An object less dense than a fluid floats in it — which is why ice floats on water. SI is always the primary result, with a dimmed g/cm³ and US/imperial readout for students whose textbooks use those units. All calculation happens in your browser — nothing is uploaded.
The reason an iron nail sinks but an iron ship floats is not the density of the metal, but the average density of the whole ship including the air inside it.
10 Facts About Density
Density ρ = m / V — mass per unit volume.
The SI unit is kg/m³; chemists use g/cm³ (1 g/cm³ = 1000 kg/m³).
Water is about 1000 kg/m³ (1.00 g/cm³) at 4 °C.
An object less dense than a fluid floats in it.
Density usually falls as temperature rises (matter expands).
Osmium and iridium are the densest elements (~22,600 kg/m³).
Air is about 1.2 kg/m³ at room temperature.
Relative density (specific gravity) compares to water — unitless.
Ice (~917 kg/m³) is less dense than water, so it floats.
This calculator runs in your browser — your working stays private.
Frequently Asked Questions
- ρ = m / V — density equals mass divided by volume. Rearranged, m = ρV and V = m / ρ. The calculator solves for whichever value you leave blank, and shows the answer in kg/m³ with a g/cm³ and imperial readout.
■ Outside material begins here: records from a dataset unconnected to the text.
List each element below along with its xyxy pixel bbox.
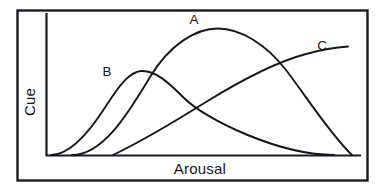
curve-b-label: B [102,64,111,79]
arousal-cue-figure: Cue Arousal A B C [0,0,386,194]
curve-c-label: C [317,38,327,53]
curve-a-label: A [189,12,198,27]
x-axis-label: Arousal [174,160,226,177]
y-axis-label: Cue [21,88,38,116]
- The SI unit is the kilogram per cubic metre (kg/m³). You may enter g/cm³, lb/ft³ or lb/gal for density; kg, g or lb for mass; and m³, L or cm³ for volume. The tool converts everything to SI first, then shows the result in SI with a dimmed g/cm³ and US/imperial readout.
- Yes. Enter any two of density, mass and volume and leave the third blank — the calculator rearranges ρ = m / V and solves for the missing value.
- Density has units (kg/m³). Relative density, or specific gravity, is the ratio of a material's density to that of water, so it is unitless. A material with a relative density below 1 floats on water.
- The physics — ρ = m / V — is identical worldwide. What changes is the terminology. For example "density" is 密度 in Chinese, "ketumpatan" in Malay and "massa jenis" in Indonesian — but the calculated value is the same.
- The smaller of your inputs' significant figures, capped at five, switching to scientific notation for very large or very small numbers — standard exam practice.
- An object floats when its average density is less than the surrounding fluid, and sinks when it is greater. This is why a steel ship floats: the average density of the hollow hull, including the air inside, is less than water.
- The Tool Information block lists the exact syllabus for your selected curriculum (e.g. SEAB O-Level Physics 6091 or SPM Fizik 4531). It is a study aid, not a substitute for your official syllabus or teacher.
- Completely free, no account or usage limit. It runs entirely in your browser and collects no data.